Tom, the boy, could not have gone on. It would have been blankly impossible. But Tom, the man, was a new creature. While waiting for the reply to his telegram, he plunged doggedly back into the scholastic whirlpool, kicked, struggled, strangled, got his head above water, and found, vastly to his own amazement, that the thing was actually compassable in spite of the mighty distractions.
The return telegram from Gordonia was a day late. Knowing diplomacy only by name, Caleb Gordon had gone directly to Dyckman for information regarding the Farleys' movements. Dyckman was polite to the general manager, but unhappily he knew nothing of Mr. Farley's plans. Caleb tried elsewhere, and the little mystery thickened. At his club, Mr. Farley had spoken of taking a Cunarder from Boston; to a friend in the South Tredegar Manufacturers' Association he had confided his intention of sailing from Philadelphia. But at the railway ticket office he had engaged Pullman reservations for six persons to New York.
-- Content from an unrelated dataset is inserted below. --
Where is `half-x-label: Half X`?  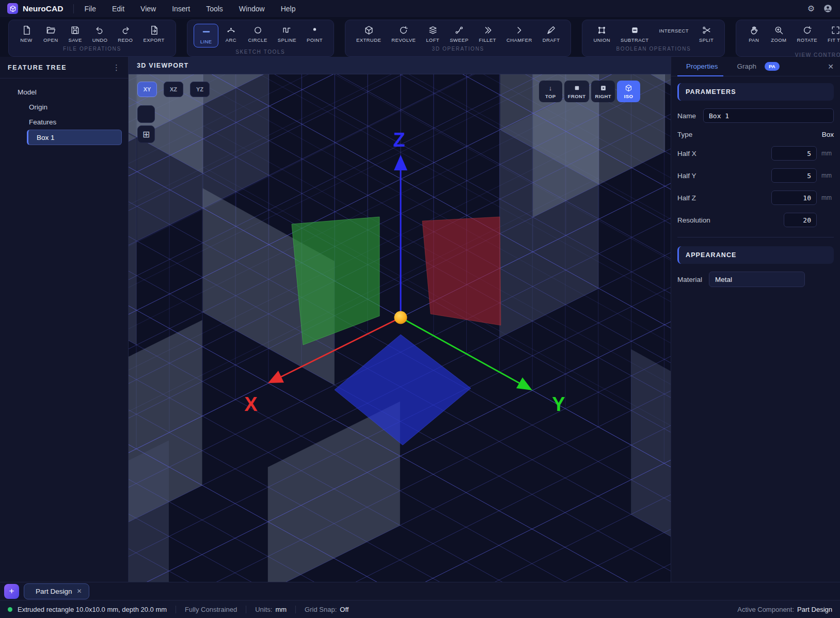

This last was conclusive, as far as it went; and Japheth Pettigrass supplied the missing item. The Dabneys and the Farleys made one party, and Japheth knew the steamer and the sailing date.
"Party will sail by White Star Line Baltic, New York, to-morrow. New York address, Fifth Avenue Hotel. Papers to you care 271 Broadway by mail yesterday," was the message which was signed for by the doorkeeper at the mines and metallurgy examination room in Boston, late in the forenoon of the second day; and Tom looked at the clock. Nothing would be gained by taking a train which would land him in New York late in the evening; so he plunged again into the examination pool and thought no more of Chiawassee Consolidated until his paper on qualitative analysis had been neatly folded, docketed and handed to the examiner.
The hands of his watch were pointing to eight o'clock the following morning when Tom made his way through the throng in the Grand Central station and found a cab. The sailing hour of the Baltic was ten, and he picked his cabman accordingly.